CryptoQuant Founder Warns Quantum Computers Could Threaten Satoshi’s BTC

Ki Young Ju, founder of CryptoQuant, warned that quantum computing poses a long-term theft risk to dormant Bitcoin holdings, including roughly 1 million BTC linked to Satoshi Nakamoto. He estimates about 6.89 million BTC could be vulnerable: 1.91M in addresses with exposed public keys and 4.98M whose keys may have been revealed via past transactions. Around 3.4M BTC have been unmoved for over a decade. Ki stressed the main challenge is social consensus — getting the Bitcoin community to accept proactive protocol changes (such as freezing dormant coins) could be contentious and slow. He warned that failure to reach agreement could lead to competing forks if action is required before quantum threats materialize. Separately, BIP-360 — a proposal to modify Taproot key-path behavior and reduce public key exposure — has progressed as a preventative structural step; proponents say it is not an emergency but prudent long-term mitigation. Primary keywords: quantum computing, Bitcoin security, dormant BTC, Satoshi BTC, BIP-360.
Neutral
The news raises a significant long-term security concern but does not indicate an immediate technical break of Bitcoin cryptography. Market impact is likely neutral overall. In the short term, traders may react with increased volatility or risk-off positioning due to headlines about Satoshi’s large dormant holdings and the theoretical vulnerability; fear-driven selling could occur if the story spreads widely. However, developers and community proposals (e.g., BIP-360) are already addressing exposure paths, and experts emphasize this is preventative rather than an active exploit. Historically, theoretical threats without demonstrated exploits (e.g., post-quantum debates, theoretical attack vectors) have caused temporary price swings but no sustained market downtrend. In the long term, if credible quantum-capable attacks or a clear timetable for quantum advantage emerged, market sentiment would turn bearish and incentivize rapid protocol changes or forks — creating uncertainty for custody, exchange policies, and institutional holdings. Conversely, successful implementation of mitigations and community coordination would restore confidence and could be slightly bullish by demonstrating network resilience. For traders: monitor on-chain indicators (large dormant address movement), developer signals (BIP-360 adoption, soft-fork vs hard-fork proposals), and news flow about quantum hardware progress. Manage risk with position sizing and watch for short-term volatility from headline-driven flows.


__ACTIVITY__
Using the data below, find how many lines include the word "from" and report that figure alone.

• • •

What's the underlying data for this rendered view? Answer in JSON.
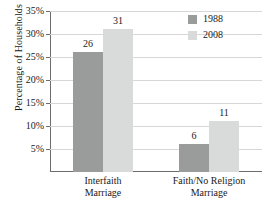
{
  "chart_data": {
    "type": "bar",
    "title": "",
    "xlabel": "",
    "ylabel": "Percentage of Households",
    "categories": [
      "Interfaith\nMarriage",
      "Faith/No Religion\nMarriage"
    ],
    "category_lines": [
      [
        "Interfaith",
        "Marriage"
      ],
      [
        "Faith/No Religion",
        "Marriage"
      ]
    ],
    "series": [
      {
        "name": "1988",
        "values": [
          26,
          6
        ],
        "color": "#9a9b9b"
      },
      {
        "name": "2008",
        "values": [
          31,
          11
        ],
        "color": "#d9dada"
      }
    ],
    "ylim": [
      0,
      35
    ],
    "yticks": [
      5,
      10,
      15,
      20,
      25,
      30,
      35
    ],
    "ytick_labels": [
      "5%",
      "10%",
      "15%",
      "20%",
      "25%",
      "30%",
      "35%"
    ],
    "data_labels": [
      "26",
      "31",
      "6",
      "11"
    ],
    "grid": true,
    "legend_position": "top-right",
    "axis_color": "#6d6d6d",
    "grid_color": "#d7d7d7",
    "background": "#ffffff"
  }
}
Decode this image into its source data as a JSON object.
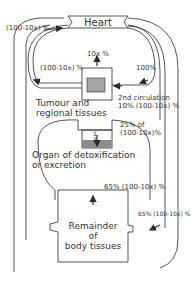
{
  "diagram": {
    "type": "flow",
    "colors": {
      "line": "#2a2a2a",
      "tumour_fill": "#a6a6a6",
      "organ_fill": "#8c8c8c",
      "text": "#333333"
    },
    "nodes": {
      "heart": {
        "label": "Heart"
      },
      "tumour": {
        "label_line1": "Tumour and",
        "label_line2": "regional tissues"
      },
      "organ": {
        "label_line1": "Organ of detoxification",
        "label_line2": "or excretion",
        "fraction_num": "1",
        "fraction_den": "3"
      },
      "remainder": {
        "label_line1": "Remainder",
        "label_line2": "of",
        "label_line3": "body tissues"
      }
    },
    "edges": {
      "outer_left_to_heart": "(100-10x) %",
      "tumour_up": "10x %",
      "tumour_to_left": "(100-10x) %",
      "heart_to_tumour": "100%",
      "second_circulation_line1": "2nd circulation",
      "second_circulation_line2": "10% (100-10x) %",
      "organ_in_line1": "25% of",
      "organ_in_line2": "(100-10x)%",
      "remainder_up": "65% (100-10x) %",
      "remainder_in": "65% (100-10x) %"
    }
  }
}
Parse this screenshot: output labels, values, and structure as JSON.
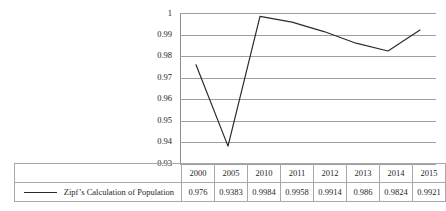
{
  "chart_data": {
    "type": "line",
    "title": "",
    "xlabel": "",
    "ylabel": "",
    "categories": [
      "2000",
      "2005",
      "2010",
      "2011",
      "2012",
      "2013",
      "2014",
      "2015"
    ],
    "series": [
      {
        "name": "Zipf’s Calculation of Population",
        "values": [
          0.976,
          0.9383,
          0.9984,
          0.9958,
          0.9914,
          0.986,
          0.9824,
          0.9921
        ],
        "value_labels": [
          "0.976",
          "0.9383",
          "0.9984",
          "0.9958",
          "0.9914",
          "0.986",
          "0.9824",
          "0.9921"
        ],
        "color": "#2b2b2b"
      }
    ],
    "ylim": [
      0.93,
      1
    ],
    "ytick_labels": [
      "1",
      "0.99",
      "0.98",
      "0.97",
      "0.96",
      "0.95",
      "0.94",
      "0.93"
    ],
    "ytick_values": [
      1,
      0.99,
      0.98,
      0.97,
      0.96,
      0.95,
      0.94,
      0.93
    ],
    "grid": true,
    "grid_color": "#9e9e9e",
    "legend_position": "bottom-table",
    "has_data_table": true
  },
  "data_table": {
    "header_row": [
      "2000",
      "2005",
      "2010",
      "2011",
      "2012",
      "2013",
      "2014",
      "2015"
    ],
    "value_row": [
      "0.976",
      "0.9383",
      "0.9984",
      "0.9958",
      "0.9914",
      "0.986",
      "0.9824",
      "0.9921"
    ],
    "legend_label": "Zipf’s Calculation of Population"
  }
}
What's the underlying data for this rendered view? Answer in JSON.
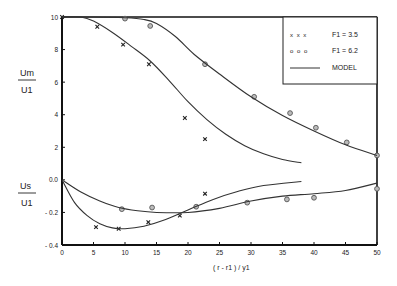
{
  "chart_data": {
    "type": "line",
    "title": "",
    "xlabel": "( r - r1 ) / y1",
    "ylabel_top": {
      "num": "Um",
      "den": "U1"
    },
    "ylabel_bottom": {
      "num": "Us",
      "den": "U1"
    },
    "xlim": [
      0,
      50
    ],
    "ylim": [
      -0.4,
      1.0
    ],
    "grid": false,
    "x_ticks": [
      0,
      5,
      10,
      15,
      20,
      25,
      30,
      35,
      40,
      45,
      50
    ],
    "x_tick_labels": [
      "0",
      "5",
      "10",
      "15",
      "20",
      "25",
      "30",
      "35",
      "40",
      "45",
      "50"
    ],
    "y_ticks": [
      1.0,
      0.8,
      0.6,
      0.4,
      0.2,
      0.0,
      -0.2,
      -0.4
    ],
    "y_tick_labels": [
      "10",
      "8",
      "6",
      "4",
      "2",
      "0.0",
      "- 0.2",
      "- 0.4"
    ],
    "legend": {
      "placement": "top-right",
      "entries": [
        {
          "marker": "x x x",
          "label": "F1 = 3.5"
        },
        {
          "marker": "o o o",
          "label": "F1 = 6.2"
        },
        {
          "marker": "line",
          "label": "MODEL"
        }
      ]
    },
    "series": [
      {
        "name": "Um/U1 F1=3.5 data",
        "marker": "x",
        "x": [
          0,
          5.6,
          9.7,
          13.8,
          19.5,
          22.7
        ],
        "y": [
          1.0,
          0.94,
          0.83,
          0.71,
          0.38,
          0.25
        ]
      },
      {
        "name": "Um/U1 F1=6.2 data",
        "marker": "o",
        "x": [
          10,
          14,
          22.7,
          30.5,
          36.2,
          40.3,
          45.2,
          50
        ],
        "y": [
          0.99,
          0.945,
          0.71,
          0.51,
          0.41,
          0.32,
          0.23,
          0.15
        ]
      },
      {
        "name": "Um/U1 F1=3.5 model",
        "marker": "line",
        "x": [
          0,
          3,
          5,
          8,
          11,
          14,
          17,
          20,
          23,
          26,
          29,
          32,
          35,
          38
        ],
        "y": [
          1.0,
          1.0,
          0.975,
          0.905,
          0.82,
          0.73,
          0.61,
          0.48,
          0.37,
          0.28,
          0.21,
          0.16,
          0.125,
          0.105
        ]
      },
      {
        "name": "Um/U1 F1=6.2 model",
        "marker": "line",
        "x": [
          0,
          5,
          10,
          13,
          15,
          18,
          21,
          25,
          30,
          35,
          40,
          45,
          50
        ],
        "y": [
          1.0,
          1.0,
          0.995,
          0.985,
          0.96,
          0.88,
          0.77,
          0.65,
          0.51,
          0.395,
          0.3,
          0.215,
          0.15
        ]
      },
      {
        "name": "Us/U1 F1=3.5 data",
        "marker": "x",
        "x": [
          5.4,
          9,
          13.7,
          18.7,
          22.7
        ],
        "y": [
          -0.29,
          -0.3,
          -0.26,
          -0.22,
          -0.085
        ]
      },
      {
        "name": "Us/U1 F1=6.2 data",
        "marker": "o",
        "x": [
          9.5,
          14.3,
          21.3,
          29.4,
          35.7,
          40,
          50
        ],
        "y": [
          -0.18,
          -0.17,
          -0.165,
          -0.14,
          -0.12,
          -0.11,
          -0.055
        ]
      },
      {
        "name": "Us/U1 F1=3.5 model",
        "marker": "line",
        "x": [
          0,
          2,
          4,
          6,
          8,
          10,
          13,
          16,
          20,
          24,
          28,
          32,
          38
        ],
        "y": [
          0.0,
          -0.14,
          -0.22,
          -0.27,
          -0.295,
          -0.3,
          -0.285,
          -0.25,
          -0.185,
          -0.12,
          -0.07,
          -0.035,
          -0.01
        ]
      },
      {
        "name": "Us/U1 F1=6.2 model",
        "marker": "line",
        "x": [
          0,
          3,
          6,
          9,
          12,
          15,
          20,
          25,
          30,
          35,
          40,
          45,
          50
        ],
        "y": [
          0.0,
          -0.075,
          -0.13,
          -0.17,
          -0.19,
          -0.2,
          -0.2,
          -0.175,
          -0.13,
          -0.1,
          -0.085,
          -0.065,
          -0.02
        ]
      }
    ]
  }
}
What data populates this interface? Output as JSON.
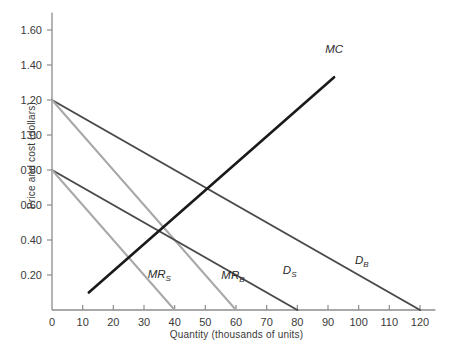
{
  "chart_data": {
    "type": "line",
    "title": "",
    "xlabel": "Quantity (thousands of units)",
    "ylabel": "Price and cost (dollars)",
    "xlim": [
      0,
      125
    ],
    "ylim": [
      0,
      1.7
    ],
    "xticks": [
      0,
      10,
      20,
      30,
      40,
      50,
      60,
      70,
      80,
      90,
      100,
      110,
      120
    ],
    "xticklabels": [
      "0",
      "10",
      "20",
      "30",
      "40",
      "50",
      "60",
      "70",
      "80",
      "90",
      "100",
      "110",
      "120"
    ],
    "yticks": [
      0.2,
      0.4,
      0.6,
      0.8,
      1.0,
      1.2,
      1.4,
      1.6
    ],
    "yticklabels": [
      "0.20",
      "0.40",
      "0.60",
      "0.80",
      "1.00",
      "1.20",
      "1.40",
      "1.60"
    ],
    "grid": false,
    "legend": "inline-annotations",
    "series": [
      {
        "name": "D_B",
        "label": "D",
        "subscript": "B",
        "color": "#4a4a4a",
        "width": 2.0,
        "x": [
          0,
          120
        ],
        "y": [
          1.2,
          0.0
        ],
        "label_x": 101,
        "label_y": 0.265
      },
      {
        "name": "MR_B",
        "label": "MR",
        "subscript": "B",
        "color": "#a8a8a8",
        "width": 2.0,
        "x": [
          0,
          60
        ],
        "y": [
          1.2,
          0.0
        ],
        "label_x": 59,
        "label_y": 0.175
      },
      {
        "name": "D_S",
        "label": "D",
        "subscript": "S",
        "color": "#4a4a4a",
        "width": 2.0,
        "x": [
          0,
          80
        ],
        "y": [
          0.8,
          0.0
        ],
        "label_x": 77.5,
        "label_y": 0.205
      },
      {
        "name": "MR_S",
        "label": "MR",
        "subscript": "S",
        "color": "#a8a8a8",
        "width": 2.0,
        "x": [
          0,
          40
        ],
        "y": [
          0.8,
          0.0
        ],
        "label_x": 35,
        "label_y": 0.185
      },
      {
        "name": "MC",
        "label": "MC",
        "subscript": "",
        "color": "#1a1a1a",
        "width": 2.6,
        "x": [
          12,
          92
        ],
        "y": [
          0.1,
          1.33
        ],
        "label_x": 92,
        "label_y": 1.47
      }
    ]
  },
  "axes": {
    "y_axis_name": "price-and-cost-axis",
    "x_axis_name": "quantity-axis"
  }
}
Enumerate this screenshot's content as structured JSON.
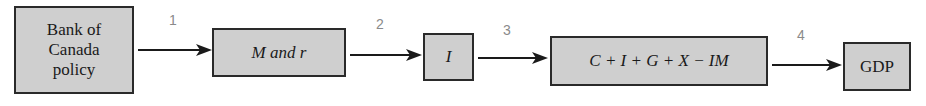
{
  "diagram": {
    "nodes": [
      {
        "id": "bank",
        "label": "Bank of\nCanada\npolicy"
      },
      {
        "id": "money",
        "label": "M and r"
      },
      {
        "id": "investment",
        "label": "I"
      },
      {
        "id": "expenditure",
        "label": "C + I + G + X − IM"
      },
      {
        "id": "gdp",
        "label": "GDP"
      }
    ],
    "steps": [
      {
        "number": "1",
        "from": "bank",
        "to": "money"
      },
      {
        "number": "2",
        "from": "money",
        "to": "investment"
      },
      {
        "number": "3",
        "from": "investment",
        "to": "expenditure"
      },
      {
        "number": "4",
        "from": "expenditure",
        "to": "gdp"
      }
    ],
    "colors": {
      "box_fill": "#cfcfcf",
      "border": "#2a2a2a",
      "step_number": "#8a8a8a"
    }
  }
}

• • •

__EXERCISE ANSWER__
4